TheBanyanTree: I'm not cut out to be a boss
Monique Young
monique.ybs at verizon.net
Tue Mar 20 17:10:35 PDT 2007
So I have an employee. Her name is Sharon. She works for me
part-time, and she works for another client of mine part-time. She used to
work for me full time at the company I used to work at, until I got fed up
and quit, and then they laid her off because they're having a serious cash
flow problem. But we won't go into that.
Some days, like today, I have Sharon go to a client's office, and I
stay home. I like staying home. I find it a very conducive way to pass the
time. Sometimes I have to go in to the office, but since I can dial in
remotely and I only work for them 15 hours a week, this works even better.
Anyway, so Sharon goes in to the office and sees what's going on, and what
needs to be done, and as she comes across issues and things that need doing
she'll IM me to ask me what to do, or if I want something. I've already been
in remotely and reconciled the accounts and I see it's not looking pretty,
but that's neither here nor there. Sharon works without supervision, which
is how I like it.
We IM back and forth, get a few problems solved, a few invoices
done, and then Sharon says, "I've decided to sit on the beach today, would
you like to join me in sipping a fruity drink and getting some sun?"
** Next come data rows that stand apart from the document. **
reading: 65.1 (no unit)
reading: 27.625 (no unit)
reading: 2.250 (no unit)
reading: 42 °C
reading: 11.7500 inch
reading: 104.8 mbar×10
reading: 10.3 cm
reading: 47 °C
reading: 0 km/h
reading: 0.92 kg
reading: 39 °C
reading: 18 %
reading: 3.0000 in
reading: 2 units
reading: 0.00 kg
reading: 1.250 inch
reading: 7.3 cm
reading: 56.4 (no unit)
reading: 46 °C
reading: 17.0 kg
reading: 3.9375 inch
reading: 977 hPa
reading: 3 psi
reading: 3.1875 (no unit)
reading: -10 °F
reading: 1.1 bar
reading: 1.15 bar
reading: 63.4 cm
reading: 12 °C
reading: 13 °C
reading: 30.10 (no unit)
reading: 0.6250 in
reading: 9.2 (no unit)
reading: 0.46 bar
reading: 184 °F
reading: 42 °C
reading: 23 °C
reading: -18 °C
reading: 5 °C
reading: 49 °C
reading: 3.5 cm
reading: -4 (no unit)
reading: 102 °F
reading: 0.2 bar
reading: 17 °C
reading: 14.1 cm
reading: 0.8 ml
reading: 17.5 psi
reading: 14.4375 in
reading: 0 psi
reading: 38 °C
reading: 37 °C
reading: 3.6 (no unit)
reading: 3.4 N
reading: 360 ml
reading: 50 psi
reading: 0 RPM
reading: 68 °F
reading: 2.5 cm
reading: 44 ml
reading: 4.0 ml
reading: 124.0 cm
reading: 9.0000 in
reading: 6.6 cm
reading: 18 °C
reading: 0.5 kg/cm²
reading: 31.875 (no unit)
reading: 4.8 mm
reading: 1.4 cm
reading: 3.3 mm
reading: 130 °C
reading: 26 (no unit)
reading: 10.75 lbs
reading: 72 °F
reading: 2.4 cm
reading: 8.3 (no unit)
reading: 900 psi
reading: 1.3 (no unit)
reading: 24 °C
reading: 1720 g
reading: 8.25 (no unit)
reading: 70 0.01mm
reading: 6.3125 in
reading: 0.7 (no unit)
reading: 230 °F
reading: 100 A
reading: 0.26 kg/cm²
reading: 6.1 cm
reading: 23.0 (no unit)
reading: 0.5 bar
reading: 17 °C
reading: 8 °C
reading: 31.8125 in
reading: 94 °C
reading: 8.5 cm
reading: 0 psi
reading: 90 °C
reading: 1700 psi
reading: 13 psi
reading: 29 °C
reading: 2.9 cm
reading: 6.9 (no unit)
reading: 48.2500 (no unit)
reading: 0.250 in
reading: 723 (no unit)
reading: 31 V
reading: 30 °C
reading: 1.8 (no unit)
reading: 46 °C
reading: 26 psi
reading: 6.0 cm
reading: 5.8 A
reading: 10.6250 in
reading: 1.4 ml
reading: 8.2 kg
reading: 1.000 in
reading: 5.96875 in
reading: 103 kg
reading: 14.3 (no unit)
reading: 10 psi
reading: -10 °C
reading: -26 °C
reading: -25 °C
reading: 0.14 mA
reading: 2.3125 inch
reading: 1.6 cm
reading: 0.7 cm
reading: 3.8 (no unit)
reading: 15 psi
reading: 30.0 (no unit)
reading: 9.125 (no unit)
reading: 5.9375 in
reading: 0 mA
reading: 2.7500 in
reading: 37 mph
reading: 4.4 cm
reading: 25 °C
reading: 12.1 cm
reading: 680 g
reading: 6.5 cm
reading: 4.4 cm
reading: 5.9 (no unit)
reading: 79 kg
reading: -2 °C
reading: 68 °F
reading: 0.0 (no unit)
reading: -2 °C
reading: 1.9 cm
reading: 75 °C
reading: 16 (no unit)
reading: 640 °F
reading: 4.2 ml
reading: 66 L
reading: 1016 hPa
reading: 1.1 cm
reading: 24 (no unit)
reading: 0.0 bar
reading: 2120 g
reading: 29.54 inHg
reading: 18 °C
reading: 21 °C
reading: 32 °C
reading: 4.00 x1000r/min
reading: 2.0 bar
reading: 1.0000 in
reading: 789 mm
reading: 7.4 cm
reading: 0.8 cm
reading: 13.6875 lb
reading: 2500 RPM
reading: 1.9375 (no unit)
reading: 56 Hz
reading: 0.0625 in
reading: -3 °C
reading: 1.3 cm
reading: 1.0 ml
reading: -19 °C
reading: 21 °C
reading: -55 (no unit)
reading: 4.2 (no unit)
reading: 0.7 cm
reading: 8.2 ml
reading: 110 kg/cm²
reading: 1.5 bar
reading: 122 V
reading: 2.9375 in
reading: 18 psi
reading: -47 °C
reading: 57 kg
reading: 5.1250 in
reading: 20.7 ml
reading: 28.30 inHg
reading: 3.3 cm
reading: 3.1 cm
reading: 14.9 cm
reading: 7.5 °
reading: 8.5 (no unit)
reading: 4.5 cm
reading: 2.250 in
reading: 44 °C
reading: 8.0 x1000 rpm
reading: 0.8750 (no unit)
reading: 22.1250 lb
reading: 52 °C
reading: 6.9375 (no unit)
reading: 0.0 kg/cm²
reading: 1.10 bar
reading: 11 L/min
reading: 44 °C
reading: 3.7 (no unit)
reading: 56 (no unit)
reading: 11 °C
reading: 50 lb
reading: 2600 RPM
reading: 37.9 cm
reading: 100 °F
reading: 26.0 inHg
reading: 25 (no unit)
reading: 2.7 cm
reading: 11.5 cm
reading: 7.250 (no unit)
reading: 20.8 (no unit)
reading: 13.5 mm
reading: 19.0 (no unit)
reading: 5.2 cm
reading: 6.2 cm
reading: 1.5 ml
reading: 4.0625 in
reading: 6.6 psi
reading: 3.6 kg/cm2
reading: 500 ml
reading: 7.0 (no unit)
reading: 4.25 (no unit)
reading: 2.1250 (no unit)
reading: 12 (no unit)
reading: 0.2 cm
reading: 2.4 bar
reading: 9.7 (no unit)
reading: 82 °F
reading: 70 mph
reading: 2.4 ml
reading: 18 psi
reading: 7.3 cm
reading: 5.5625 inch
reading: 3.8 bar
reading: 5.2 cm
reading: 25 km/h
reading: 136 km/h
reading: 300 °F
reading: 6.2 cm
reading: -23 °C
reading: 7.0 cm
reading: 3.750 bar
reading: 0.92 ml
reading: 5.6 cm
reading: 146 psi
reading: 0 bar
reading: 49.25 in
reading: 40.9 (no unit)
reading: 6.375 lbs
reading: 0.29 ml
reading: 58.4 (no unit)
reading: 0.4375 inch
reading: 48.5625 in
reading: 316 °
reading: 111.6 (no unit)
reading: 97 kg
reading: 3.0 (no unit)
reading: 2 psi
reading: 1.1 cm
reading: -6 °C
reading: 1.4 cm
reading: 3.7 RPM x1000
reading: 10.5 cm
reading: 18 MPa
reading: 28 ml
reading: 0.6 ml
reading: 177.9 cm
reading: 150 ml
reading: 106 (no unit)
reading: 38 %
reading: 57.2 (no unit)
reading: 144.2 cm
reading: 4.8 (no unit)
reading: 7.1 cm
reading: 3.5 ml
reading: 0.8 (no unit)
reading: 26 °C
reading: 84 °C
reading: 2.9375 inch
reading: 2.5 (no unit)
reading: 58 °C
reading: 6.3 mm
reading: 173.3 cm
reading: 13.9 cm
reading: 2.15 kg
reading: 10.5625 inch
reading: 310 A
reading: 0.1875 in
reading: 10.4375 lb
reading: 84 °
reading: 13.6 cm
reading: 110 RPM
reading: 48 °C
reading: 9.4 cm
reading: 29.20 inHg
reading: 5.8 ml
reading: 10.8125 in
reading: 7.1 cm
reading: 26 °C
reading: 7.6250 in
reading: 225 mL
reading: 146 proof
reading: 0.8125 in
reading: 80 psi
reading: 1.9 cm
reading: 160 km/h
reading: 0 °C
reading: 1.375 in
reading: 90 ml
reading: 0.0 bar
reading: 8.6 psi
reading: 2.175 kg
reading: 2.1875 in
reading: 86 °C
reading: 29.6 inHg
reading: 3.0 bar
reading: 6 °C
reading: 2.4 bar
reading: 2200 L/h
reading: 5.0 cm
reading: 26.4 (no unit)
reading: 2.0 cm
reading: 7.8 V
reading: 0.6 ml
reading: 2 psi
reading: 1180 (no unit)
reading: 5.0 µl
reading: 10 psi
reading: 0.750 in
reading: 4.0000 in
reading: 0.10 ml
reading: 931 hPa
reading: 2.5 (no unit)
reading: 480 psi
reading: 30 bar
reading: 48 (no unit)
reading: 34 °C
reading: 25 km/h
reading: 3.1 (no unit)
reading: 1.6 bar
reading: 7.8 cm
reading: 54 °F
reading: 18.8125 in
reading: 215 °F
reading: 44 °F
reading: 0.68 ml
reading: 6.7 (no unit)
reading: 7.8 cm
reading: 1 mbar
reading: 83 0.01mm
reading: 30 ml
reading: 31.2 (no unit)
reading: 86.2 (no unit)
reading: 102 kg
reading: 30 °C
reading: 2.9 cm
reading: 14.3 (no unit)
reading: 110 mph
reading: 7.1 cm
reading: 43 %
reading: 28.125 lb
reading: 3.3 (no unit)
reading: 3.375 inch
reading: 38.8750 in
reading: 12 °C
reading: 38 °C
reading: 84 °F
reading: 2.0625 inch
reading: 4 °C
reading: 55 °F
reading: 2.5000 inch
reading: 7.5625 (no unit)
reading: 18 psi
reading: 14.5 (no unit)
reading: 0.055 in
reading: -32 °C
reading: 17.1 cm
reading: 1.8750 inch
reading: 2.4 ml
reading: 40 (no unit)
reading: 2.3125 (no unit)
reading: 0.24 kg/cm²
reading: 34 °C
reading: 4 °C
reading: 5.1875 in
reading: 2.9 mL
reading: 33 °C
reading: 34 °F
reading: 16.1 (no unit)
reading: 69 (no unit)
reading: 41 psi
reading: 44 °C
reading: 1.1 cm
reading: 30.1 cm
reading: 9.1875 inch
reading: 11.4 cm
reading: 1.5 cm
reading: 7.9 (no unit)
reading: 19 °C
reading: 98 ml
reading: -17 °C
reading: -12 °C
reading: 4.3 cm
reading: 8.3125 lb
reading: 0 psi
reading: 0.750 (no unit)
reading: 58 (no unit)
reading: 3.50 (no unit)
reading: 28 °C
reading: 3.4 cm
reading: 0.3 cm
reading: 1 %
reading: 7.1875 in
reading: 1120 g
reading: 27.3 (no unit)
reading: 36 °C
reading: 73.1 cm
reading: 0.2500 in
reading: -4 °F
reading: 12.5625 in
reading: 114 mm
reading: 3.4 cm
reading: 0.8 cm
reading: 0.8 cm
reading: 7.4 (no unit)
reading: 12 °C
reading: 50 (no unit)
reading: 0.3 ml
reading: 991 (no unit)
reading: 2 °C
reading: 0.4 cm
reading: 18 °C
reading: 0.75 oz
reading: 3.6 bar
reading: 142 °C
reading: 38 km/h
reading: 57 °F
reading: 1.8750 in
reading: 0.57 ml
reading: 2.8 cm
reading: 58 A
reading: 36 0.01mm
Of course this sounds fabulous to me. I am certainly not opposed to
such an activity, especially after the day I've had. So I say that would be
lovely.
Then a thought occurs to me, and I must ask: "By the way, are you
billing me for the time you're sitting on the beach enjoying yourself?"
I do have to admit, my ability to pick employees is excellent, and I
always pick honest ones. Her reply: "Uhm, yes."
My reply? "Employees. Can't shoot them . . . "
I'd like a cadre of employees to just boss around, and have them do
this or that or the other thing, preferably in that order, but in any order
they'd like, if that's what it takes, but when it comes right down to it,
I'd rather send them home to sit on the beach and enjoy the sun while they
can. There certainly isn't that much of it that we can afford to squander
it, and certainly not today, when the sky has been pulsing intermittently
with wet stuff, an ongoing leaky faucet, and since I'm of the opinion that
many of us (not me, but many of us) spend far too much time working as it
is, it seems to me that work is not all it's cracked up to be. It pays for
things, and sometimes, for those who have either chosen wisely or gotten
lucky, it can even be, well, a good way to pass the time, but let's face it
-- many of us work to live, not live to work. And so it'd be with my
employees. "Go ahead. Take some time. Take all you need. The work, if that's
what it is, will still be there when we get to it."
It's been my experience, after more than a few years of working,
that the work is always there the next day, and there won't be the problem
of running out of it. "Get to it while you can! For tomorrow that in basket
may be empty!" is not a cry that I've ever heard. So I say, to all
employees, just take some time. Sit on the beach, have something cool and
refreshing to drink, alcoholic or not, it doesn't matter, and when we feel
more up to it, let's do some more work.
Just don't put it on your time card.